Many of the artists expressed a yearning to transcend, to move through and beyond their experiences that had been shaped by white supremacy, capitalist patriarchy, and colonialism into new places and worlds without those experiences.
“Part of the theme of [my album] Lordship and Bondage is that Sun Ra was spending his entire life living in this very evolved place,” m. lamar says. “And this place was one that conceptually intersected with outer space and mind and the spirit and emotion and feeling. Cecil Taylor, who died last year and whom I believe was one of the greatest pianists who has ever lived, was existing in this other sphere and transcendence and was living in expression and emotion, beauty and sensation. My obsession in the new piece, Lordship and Bondage, is with these philosophers who are also musicians—it’s about this philosophical place in which they exist, which is about levels of Black transcendence. Ultimately, I’m interested in this Black transcendence, but I think in order to get there, one has to unpack a bunch of bullshit about white supremacy and legacies of slavery that persist.”
“A question that I always ask myself when I’m performing (Un)Documents is: ‘How are you going to live with the discomfort that the very systems and things that have protected you are also the very things that are putting you and your communities [at risk] and that might eventually threaten to destroy you as well?,’” Valles explains. “I think for the audience, my biggest question is: ‘What are you willing to do to help to dismantle these systems? What are you willing to do to challenge these systems? And I think there is a space that asks the other members of the audience, ‘How do we heal from the trauma of empire? How do we heal from the trauma of citizenship? What does that healing mean?’”
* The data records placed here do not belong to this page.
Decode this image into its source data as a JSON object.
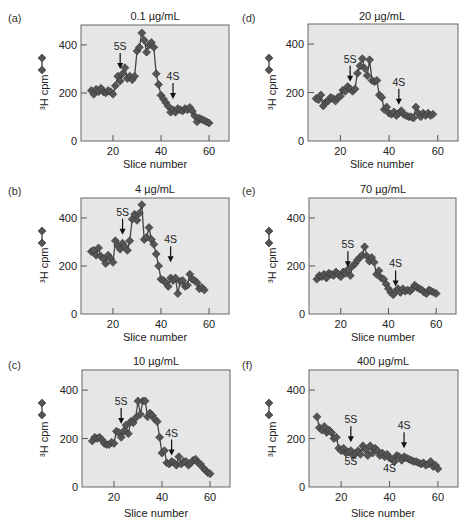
{
  "figure": {
    "x_axis_label": "Slice number",
    "y_axis_label": "³H cpm",
    "plot_background": "#e6e6e6",
    "marker_color": "#555555",
    "line_color": "#444444"
  },
  "chart_data": [
    {
      "type": "line",
      "panel": "(a)",
      "title": "0.1 µg/mL",
      "xlabel": "Slice number",
      "ylabel": "³H cpm",
      "xticks": [
        20,
        40,
        60
      ],
      "yticks": [
        0,
        200,
        400
      ],
      "xlim": [
        6.7,
        68.3
      ],
      "ylim": [
        0,
        483
      ],
      "grid": false,
      "annotations": [
        {
          "label": "5S",
          "x": 23,
          "y_arrow_tip": 300
        },
        {
          "label": "4S",
          "x": 45,
          "y_arrow_tip": 175
        }
      ],
      "x": [
        11,
        12,
        13,
        14,
        15,
        16,
        17,
        18,
        19,
        20,
        21,
        22,
        23,
        24,
        25,
        26,
        27,
        28,
        29,
        30,
        31,
        32,
        33,
        34,
        35,
        36,
        37,
        38,
        39,
        40,
        41,
        42,
        43,
        44,
        45,
        46,
        47,
        48,
        49,
        50,
        51,
        52,
        53,
        54,
        55,
        56,
        57,
        58,
        59,
        60
      ],
      "values": [
        210,
        195,
        215,
        205,
        220,
        205,
        200,
        210,
        205,
        195,
        230,
        270,
        250,
        280,
        305,
        260,
        270,
        255,
        270,
        375,
        390,
        450,
        420,
        370,
        400,
        410,
        390,
        280,
        235,
        190,
        175,
        160,
        145,
        120,
        130,
        120,
        135,
        130,
        125,
        135,
        130,
        140,
        125,
        105,
        80,
        95,
        90,
        85,
        80,
        75
      ]
    },
    {
      "type": "line",
      "panel": "(b)",
      "title": "4 µg/mL",
      "xlabel": "Slice number",
      "ylabel": "³H cpm",
      "xticks": [
        20,
        40,
        60
      ],
      "yticks": [
        0,
        200,
        400
      ],
      "xlim": [
        6.7,
        68.3
      ],
      "ylim": [
        0,
        483
      ],
      "grid": false,
      "annotations": [
        {
          "label": "5S",
          "x": 24,
          "y_arrow_tip": 330
        },
        {
          "label": "4S",
          "x": 44,
          "y_arrow_tip": 215
        }
      ],
      "x": [
        11,
        12,
        13,
        14,
        15,
        16,
        17,
        18,
        19,
        20,
        21,
        22,
        23,
        24,
        25,
        26,
        27,
        28,
        29,
        30,
        31,
        32,
        33,
        34,
        35,
        36,
        37,
        38,
        39,
        40,
        41,
        42,
        43,
        44,
        45,
        46,
        47,
        48,
        49,
        50,
        51,
        52,
        53,
        54,
        55,
        56,
        57,
        58
      ],
      "values": [
        260,
        265,
        245,
        275,
        240,
        230,
        210,
        245,
        230,
        215,
        305,
        285,
        270,
        295,
        280,
        265,
        305,
        395,
        415,
        390,
        420,
        455,
        310,
        320,
        360,
        310,
        290,
        250,
        200,
        145,
        140,
        130,
        115,
        150,
        140,
        150,
        85,
        135,
        140,
        115,
        120,
        165,
        145,
        140,
        130,
        105,
        110,
        100
      ]
    },
    {
      "type": "line",
      "panel": "(c)",
      "title": "10 µg/mL",
      "xlabel": "Slice number",
      "ylabel": "³H cpm",
      "xticks": [
        20,
        40,
        60
      ],
      "yticks": [
        0,
        200,
        400
      ],
      "xlim": [
        6.7,
        68.3
      ],
      "ylim": [
        0,
        483
      ],
      "grid": false,
      "annotations": [
        {
          "label": "5S",
          "x": 23,
          "y_arrow_tip": 260
        },
        {
          "label": "4S",
          "x": 44,
          "y_arrow_tip": 130
        }
      ],
      "x": [
        11,
        12,
        13,
        14,
        15,
        16,
        17,
        18,
        19,
        20,
        21,
        22,
        23,
        24,
        25,
        26,
        27,
        28,
        29,
        30,
        31,
        32,
        33,
        34,
        35,
        36,
        37,
        38,
        39,
        40,
        41,
        42,
        43,
        44,
        45,
        46,
        47,
        48,
        49,
        50,
        51,
        52,
        53,
        54,
        55,
        56,
        57,
        58,
        59,
        60
      ],
      "values": [
        190,
        205,
        200,
        205,
        195,
        180,
        175,
        175,
        185,
        180,
        230,
        225,
        205,
        230,
        255,
        220,
        270,
        265,
        285,
        355,
        300,
        355,
        355,
        290,
        305,
        295,
        280,
        270,
        205,
        140,
        150,
        100,
        95,
        105,
        100,
        90,
        125,
        95,
        105,
        105,
        90,
        100,
        110,
        115,
        100,
        95,
        80,
        70,
        60,
        55
      ]
    },
    {
      "type": "line",
      "panel": "(d)",
      "title": "20 µg/mL",
      "xlabel": "Slice number",
      "ylabel": "³H cpm",
      "xticks": [
        20,
        40,
        60
      ],
      "yticks": [
        0,
        200,
        400
      ],
      "xlim": [
        6.7,
        68.3
      ],
      "ylim": [
        0,
        483
      ],
      "grid": false,
      "annotations": [
        {
          "label": "5S",
          "x": 24,
          "y_arrow_tip": 245
        },
        {
          "label": "4S",
          "x": 44,
          "y_arrow_tip": 150
        }
      ],
      "x": [
        10,
        11,
        12,
        13,
        14,
        15,
        16,
        17,
        18,
        19,
        20,
        21,
        22,
        23,
        24,
        25,
        26,
        27,
        28,
        29,
        30,
        31,
        32,
        33,
        34,
        35,
        36,
        37,
        38,
        39,
        40,
        41,
        42,
        43,
        44,
        45,
        46,
        47,
        48,
        49,
        50,
        51,
        52,
        53,
        54,
        55,
        56,
        57,
        58
      ],
      "values": [
        175,
        170,
        190,
        145,
        160,
        165,
        180,
        175,
        165,
        180,
        185,
        210,
        205,
        225,
        215,
        205,
        215,
        280,
        310,
        340,
        300,
        270,
        335,
        250,
        245,
        250,
        190,
        180,
        130,
        140,
        115,
        110,
        120,
        105,
        115,
        125,
        110,
        105,
        100,
        100,
        95,
        140,
        115,
        100,
        115,
        105,
        115,
        105,
        110
      ]
    },
    {
      "type": "line",
      "panel": "(e)",
      "title": "70 µg/mL",
      "xlabel": "Slice number",
      "ylabel": "³H cpm",
      "xticks": [
        20,
        40,
        60
      ],
      "yticks": [
        0,
        200,
        400
      ],
      "xlim": [
        6.7,
        68.3
      ],
      "ylim": [
        0,
        483
      ],
      "grid": false,
      "annotations": [
        {
          "label": "5S",
          "x": 23,
          "y_arrow_tip": 195
        },
        {
          "label": "4S",
          "x": 43,
          "y_arrow_tip": 115
        }
      ],
      "x": [
        10,
        11,
        12,
        13,
        14,
        15,
        16,
        17,
        18,
        19,
        20,
        21,
        22,
        23,
        24,
        25,
        26,
        27,
        28,
        29,
        30,
        31,
        32,
        33,
        34,
        35,
        36,
        37,
        38,
        39,
        40,
        41,
        42,
        43,
        44,
        45,
        46,
        47,
        48,
        49,
        50,
        51,
        52,
        53,
        54,
        55,
        56,
        57,
        58,
        59,
        60
      ],
      "values": [
        145,
        160,
        155,
        165,
        150,
        170,
        165,
        160,
        175,
        165,
        155,
        175,
        170,
        185,
        160,
        200,
        210,
        225,
        235,
        245,
        280,
        240,
        220,
        235,
        215,
        165,
        180,
        150,
        145,
        125,
        105,
        90,
        80,
        95,
        105,
        90,
        105,
        95,
        100,
        95,
        105,
        120,
        110,
        105,
        100,
        90,
        85,
        100,
        95,
        90,
        85
      ]
    },
    {
      "type": "line",
      "panel": "(f)",
      "title": "400 µg/mL",
      "xlabel": "Slice number",
      "ylabel": "³H cpm",
      "xticks": [
        20,
        40,
        60
      ],
      "yticks": [
        0,
        200,
        400
      ],
      "xlim": [
        6.7,
        68.3
      ],
      "ylim": [
        0,
        483
      ],
      "grid": false,
      "annotations": [
        {
          "label": "5S",
          "x": 24,
          "y_arrow_tip": 185
        },
        {
          "label": "4S",
          "x": 46,
          "y_arrow_tip": 160
        },
        {
          "label": "5S",
          "x": 24,
          "y_text": 90,
          "below": true
        },
        {
          "label": "4S",
          "x": 40,
          "y_text": 60,
          "below": true
        }
      ],
      "x": [
        10,
        11,
        12,
        13,
        14,
        15,
        16,
        17,
        18,
        19,
        20,
        21,
        22,
        23,
        24,
        25,
        26,
        27,
        28,
        29,
        30,
        31,
        32,
        33,
        34,
        35,
        36,
        37,
        38,
        39,
        40,
        41,
        42,
        43,
        44,
        45,
        46,
        47,
        48,
        49,
        50,
        51,
        52,
        53,
        54,
        55,
        56,
        57,
        58,
        59,
        60
      ],
      "values": [
        290,
        245,
        235,
        250,
        225,
        235,
        225,
        200,
        205,
        160,
        150,
        160,
        140,
        145,
        150,
        130,
        140,
        150,
        135,
        170,
        155,
        130,
        170,
        140,
        160,
        150,
        130,
        140,
        125,
        135,
        120,
        115,
        105,
        130,
        125,
        110,
        125,
        120,
        115,
        110,
        105,
        105,
        100,
        95,
        100,
        90,
        95,
        105,
        85,
        90,
        75
      ]
    }
  ]
}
In short, Austin’s OUTsider Fest will blow your mind, whatever your background. As a white transmasculine queer, it short-circuited my brain and exposed me to many layers of my own previously hidden casual racism, white guilt, and stifling levels of white fragility that have kept me complicit in multidimensional levels of systemic oppression towards my BIPOC queer and trans family. But you have to feel it to heal it, and exposing yourself to and uplifting these incredible artists is a damn good way to start.